Samantha Travis
Staff Writer
stravis1@umassd.edu
Jackie Kay’s “Trumpet.” A novel diving into themes of gender identity, during a time when issues like this were never discussed or even considered to exist. Yet, they still did, and Kay discusses all of it. Inspired by the life of transgendered jazz musician, Billy Tipton, “Trumpet” follows the life of black Scottish jazz musician, Joss Moody, who lives his life as a man, going through his entire life keeping the secret that he is transgender. The story follows Moody’s friends and loved ones, such as his wife, Millie, and his adopted son, Colman, trying to not just cope with his death, but the backlash of paparazzi after Moody’s secret is revealed to the world. “Trumpet,” does not just cover issues of gender, but also racism and death, which the characters of the novel react to in many different ways.

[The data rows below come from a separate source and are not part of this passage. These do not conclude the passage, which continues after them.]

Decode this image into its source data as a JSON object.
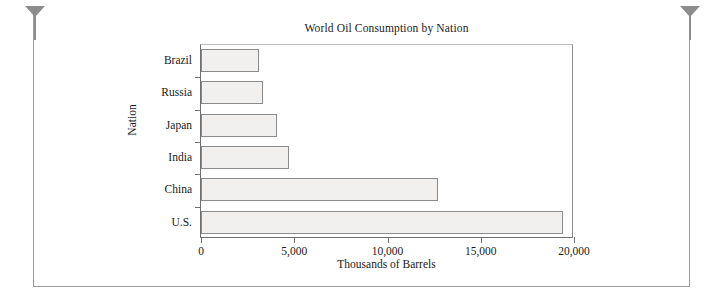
{
  "frame": {
    "pin_left_name": "page-pin-left",
    "pin_right_name": "page-pin-right"
  },
  "chart_data": {
    "type": "bar",
    "orientation": "horizontal",
    "title": "World Oil Consumption by Nation",
    "xlabel": "Thousands of Barrels",
    "ylabel": "Nation",
    "categories": [
      "Brazil",
      "Russia",
      "Japan",
      "India",
      "China",
      "U.S."
    ],
    "values": [
      3100,
      3300,
      4100,
      4700,
      12700,
      19400
    ],
    "series": [
      {
        "name": "Thousands of Barrels",
        "values": [
          3100,
          3300,
          4100,
          4700,
          12700,
          19400
        ]
      }
    ],
    "xlim": [
      0,
      20000
    ],
    "xticks": [
      0,
      5000,
      10000,
      15000,
      20000
    ],
    "xtick_labels": [
      "0",
      "5,000",
      "10,000",
      "15,000",
      "20,000"
    ],
    "grid": false,
    "legend": false,
    "bar_fill_color": "#f1f0ee",
    "bar_edge_color": "#8b8b8b",
    "axis_color": "#6f6f6f"
  }
}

When the story begins, readers are introduced to Millie, Joss’s wife. She recalls the first time she met Joss, shocked at his secret, but still putting her love for him over the opinions of others, the two of them keeping his secret until his death. Soon, readers watch as Millie not only struggles to cope with her husband’s death, but also the backlash she receives from the media. She struggles to find a way to tell Joss’s story truthfully, struggling to find the courage to show the world the real person he had once been.

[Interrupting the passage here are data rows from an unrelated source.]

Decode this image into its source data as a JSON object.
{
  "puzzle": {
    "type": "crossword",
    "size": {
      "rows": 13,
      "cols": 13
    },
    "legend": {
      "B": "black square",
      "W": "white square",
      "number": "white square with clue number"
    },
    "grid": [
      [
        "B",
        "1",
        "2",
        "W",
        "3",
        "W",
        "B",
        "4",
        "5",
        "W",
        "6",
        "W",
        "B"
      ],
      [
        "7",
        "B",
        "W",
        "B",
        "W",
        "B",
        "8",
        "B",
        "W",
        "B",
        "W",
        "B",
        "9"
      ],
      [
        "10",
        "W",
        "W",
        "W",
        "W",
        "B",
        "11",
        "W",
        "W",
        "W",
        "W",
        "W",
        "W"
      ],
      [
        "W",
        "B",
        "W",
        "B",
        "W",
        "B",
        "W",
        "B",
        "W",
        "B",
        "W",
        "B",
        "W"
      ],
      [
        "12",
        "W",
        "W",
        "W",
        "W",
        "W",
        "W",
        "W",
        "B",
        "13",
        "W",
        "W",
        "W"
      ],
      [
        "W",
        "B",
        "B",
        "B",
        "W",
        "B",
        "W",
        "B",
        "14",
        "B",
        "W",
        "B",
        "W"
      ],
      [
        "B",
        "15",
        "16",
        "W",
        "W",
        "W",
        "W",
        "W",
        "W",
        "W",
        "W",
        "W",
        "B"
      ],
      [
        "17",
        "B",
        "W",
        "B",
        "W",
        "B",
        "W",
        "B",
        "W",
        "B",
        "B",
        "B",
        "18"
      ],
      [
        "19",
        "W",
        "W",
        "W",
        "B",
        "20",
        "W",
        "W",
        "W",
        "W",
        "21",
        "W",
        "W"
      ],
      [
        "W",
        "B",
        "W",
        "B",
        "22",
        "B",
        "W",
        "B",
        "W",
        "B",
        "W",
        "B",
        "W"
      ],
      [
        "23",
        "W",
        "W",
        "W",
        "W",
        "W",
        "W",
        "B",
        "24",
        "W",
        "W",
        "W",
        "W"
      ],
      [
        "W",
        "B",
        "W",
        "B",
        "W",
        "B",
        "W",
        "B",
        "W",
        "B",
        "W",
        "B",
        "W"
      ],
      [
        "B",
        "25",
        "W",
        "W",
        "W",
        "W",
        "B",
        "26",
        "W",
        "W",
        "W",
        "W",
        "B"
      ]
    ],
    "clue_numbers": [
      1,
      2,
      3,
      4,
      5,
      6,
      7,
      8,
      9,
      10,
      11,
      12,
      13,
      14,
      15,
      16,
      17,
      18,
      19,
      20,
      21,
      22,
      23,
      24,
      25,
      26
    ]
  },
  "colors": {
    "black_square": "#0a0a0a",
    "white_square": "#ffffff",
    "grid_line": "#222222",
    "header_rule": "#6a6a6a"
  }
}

Readers also get the perspective of Millie and Joss’s adopted son, Colman. They watch him struggle to find his place in the world, as a black man and adopted, feeling his identity is, in a way, blurred. He is soon left to deal with the shock of discovering the truth about his father, as well as resentment for Joss and Millie, since he feels he has been lied to his whole life. He pairs up with journalist, Sophie Stones, who plans to write a novel about Joss Moody, exposing him as a “freak” or “pervert,” but readers watch Colman go back and forth in his mind, struggling to remember the father who raised him and the “freak” the media is portraying him to be.

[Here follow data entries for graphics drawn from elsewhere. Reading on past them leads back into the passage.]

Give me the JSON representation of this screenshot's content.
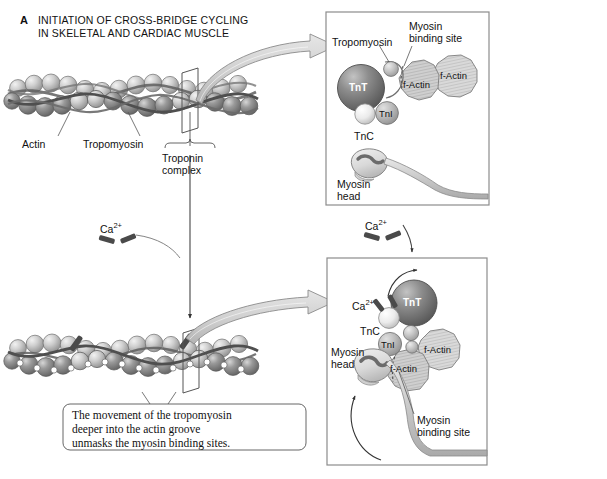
{
  "figure": {
    "panel_letter": "A",
    "title_line1": "INITIATION OF CROSS-BRIDGE CYCLING",
    "title_line2": "IN SKELETAL AND CARDIAC MUSCLE"
  },
  "filament_labels": {
    "actin": "Actin",
    "tropomyosin": "Tropomyosin",
    "troponin_line1": "Troponin",
    "troponin_line2": "complex"
  },
  "calcium": {
    "symbol": "Ca",
    "charge": "2+"
  },
  "caption": {
    "line1": "The movement of the tropomyosin",
    "line2": "deeper into the actin groove",
    "line3": "unmasks the myosin binding sites."
  },
  "panel_top": {
    "tropomyosin": "Tropomyosin",
    "binding_site_line1": "Myosin",
    "binding_site_line2": "binding site",
    "tnt": "TnT",
    "tnc": "TnC",
    "tni": "TnI",
    "factin_inner": "f-Actin",
    "factin_outer": "f-Actin",
    "myosin_head_line1": "Myosin",
    "myosin_head_line2": "head"
  },
  "panel_bottom": {
    "calcium_symbol": "Ca",
    "calcium_charge": "2+",
    "tnt": "TnT",
    "tnc": "TnC",
    "tni": "TnI",
    "factin_inner": "f-Actin",
    "factin_outer": "f-Actin",
    "myosin_head_line1": "Myosin",
    "myosin_head_line2": "head",
    "binding_site_line1": "Myosin",
    "binding_site_line2": "binding site"
  },
  "colors": {
    "background": "#ffffff",
    "panel_border": "#8c8c8c",
    "ink": "#1a1a1a",
    "tnt_dark": "#767676",
    "tnc_light": "#e3e3e3",
    "tni_mid": "#b5b5b5",
    "factin_fill": "#c9c9c9",
    "actin_sphere": "#bdbdbd",
    "arrow_fill": "#d2d2d2",
    "calcium_mark": "#4a4a4a",
    "myosin_fill": "#dcdcdc",
    "myosin_squiggle": "#6b6b6b"
  }
}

Readers also get the perspective of minor characters as well; Joss’s bandmates, the funeral director, the undertaker, Joss’s mother, even the maid who worked for the Moody family. They may seem like random characters, but they play a very important role, the same as Millie and Colman. Kay gives the perspective of everyday people, because it asks the question of gender norms and sexuality. What does it mean to be a man or a woman? How can a woman go through her whole life making people believe she was a man? How could nobody ever suspect anything before?
Kay’s novel brings up many brilliant issues of gender and trans struggles many years before it’s time. It is a novel many people should read, whether they are trans or not. “Trumpet,” is a beautiful yet gut-wrenching story, constantly asking the questions of what does it mean to be alive.